As a child growing up Thomas Watson knew that his grandmother had survived the horrors of a prisoner-of-war camp. But like so many others who suffered in the Second World War, she never spoke about it.
The ordeal of Yvonne Watson (nee Holman) was largely shrouded in mystery.
Mrs Watson spent four years as a captive with thousands of other Dutch civilians who were incarcerated when Indonesia fell to Japan in 1942.
"I'd known that she had survived a Japanese-run concentration camp in Indonesia, which was then the Dutch East Indies, and that her experience was incredibly violent," Mr Watson said.
He knew little else, but carried his curiosity into adulthood.

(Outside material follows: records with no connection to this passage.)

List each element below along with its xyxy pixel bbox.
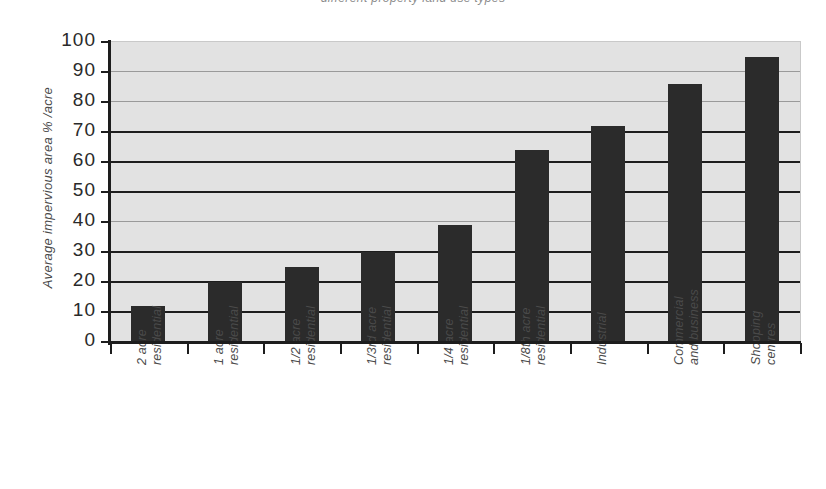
category-label-line-2: residential [457,245,472,365]
category-label-line-2: residential [534,245,549,365]
x-axis-tick [493,343,495,354]
x-axis-line [108,341,801,344]
y-axis-tick-label: 70 [50,119,96,141]
category-label-line-2: centres [764,245,779,365]
x-axis-tick [723,343,725,354]
y-axis-tick-label: 100 [50,29,96,51]
category-label-line-2: residential [227,245,242,365]
category-label-line-2: and business [687,245,702,365]
y-axis-line [108,40,111,345]
plot-right-border [800,42,801,343]
category-label-line-1: 1 acre [212,329,226,365]
x-axis-category-label: 1/4 acreresidential [442,245,472,365]
y-axis-tick-labels: 0102030405060708090100 [44,0,96,489]
gridline [110,71,800,72]
category-label-line-2: residential [380,245,395,365]
y-axis-tick-label: 30 [50,239,96,261]
category-label-line-1: Industrial [595,312,609,365]
y-axis-tick-label: 20 [50,269,96,291]
category-label-line-1: Commercial [672,296,686,365]
x-axis-category-label: 1/3rd acreresidential [365,245,395,365]
y-axis-tick-label: 40 [50,209,96,231]
y-axis-tick-label: 0 [50,329,96,351]
y-axis-tick-label: 50 [50,179,96,201]
y-axis-tick-label: 10 [50,299,96,321]
y-axis-tick-label: 60 [50,149,96,171]
x-axis-tick [647,343,649,354]
x-axis-category-label: Shoppingcentres [749,245,779,365]
category-label-line-1: 2 acre [135,329,149,365]
x-axis-tick [187,343,189,354]
chart-title: different property land use types [0,0,826,5]
y-axis-tick-label: 90 [50,59,96,81]
x-axis-category-label: Industrial [595,245,610,365]
category-label-line-1: Shopping [749,311,763,365]
x-axis-tick [263,343,265,354]
x-axis-tick [417,343,419,354]
x-axis-category-label: 1 acreresidential [212,245,242,365]
x-axis-category-label: 1/2 acreresidential [289,245,319,365]
category-label-line-1: 1/8th acre [519,307,533,365]
x-axis-category-label: 1/8th acreresidential [519,245,549,365]
category-label-line-2: residential [304,245,319,365]
plot-top-border [110,41,801,42]
y-axis-tick-label: 80 [50,89,96,111]
x-axis-tick [340,343,342,354]
x-axis-tick [570,343,572,354]
x-axis-category-label: 2 acreresidential [135,245,165,365]
x-axis-category-label: Commercialand business [672,245,702,365]
category-label-line-1: 1/3rd acre [365,307,379,365]
x-axis-tick [800,343,802,354]
category-label-line-2: residential [150,245,165,365]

After his grandmother's death in 2013, Mr Watson teamed up with filmmaker Jean-Baptiste Breliere to make a feature-length documentary about Mrs Watson's experiences titled The World Ended on Mango Street.
"My grandmother was imprisoned in a small hut with around about 15 other women in Mango Street Number 7," Mr Watson said.

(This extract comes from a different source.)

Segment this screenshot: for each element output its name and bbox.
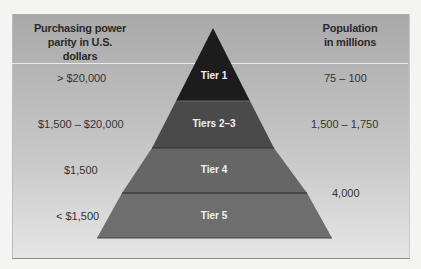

"Her whole life as she knew it in Indonesia completely ended on Mango Street — that's where the title comes from."
Production of the film has sent Mr Watson on an emotional quest to discover the truth about his courageous grandmother who survived the starvation and disease of the camp, living to be 92.
When the Japanese invaded the Dutch East Indies in 1942, the young Yvonne Holman was studying to become a lawyer.

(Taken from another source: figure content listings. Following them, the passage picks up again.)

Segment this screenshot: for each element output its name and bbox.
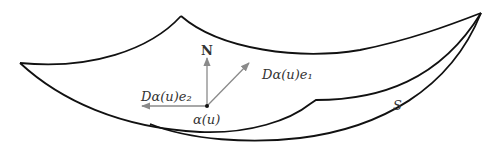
surface-front-edge xyxy=(20,13,481,132)
surface-top-right-edge xyxy=(181,13,481,54)
surface-top-left-edge xyxy=(20,16,181,64)
tangent-vector-e1 xyxy=(207,63,249,106)
tangent1-label: Dα(u)e₁ xyxy=(261,67,313,82)
surface-diagram: N Dα(u)e₁ Dα(u)e₂ α(u) S xyxy=(0,0,498,151)
tangent2-label: Dα(u)e₂ xyxy=(140,89,192,104)
surface-label: S xyxy=(393,98,402,113)
base-point xyxy=(205,104,209,108)
point-label: α(u) xyxy=(193,112,220,127)
normal-label: N xyxy=(201,43,213,58)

"The Japanese basically came in and ordered all of the Dutch families to evacuate. They were sent to what they called prisoner-of-war camps but were in fact concentration camps," Mr Watson said.
The Australian War Memorial estimates that some 130,000 allied civilians were interned by the Japanese during their occupation of the Dutch East Indies, including American, British and Australian civilians.
Mr Watson believed most evidence of what went on in the camps had been destroyed.
"A lot of the buildings have been destroyed and a lot of the first-hand witnesses have either died or disappeared," he said.
However, he does have the first-hand account of his great uncle, Robert Holman, who was a 10-year-old boy when he was separated from his mother and imprisoned in a boys' camp in Semarang.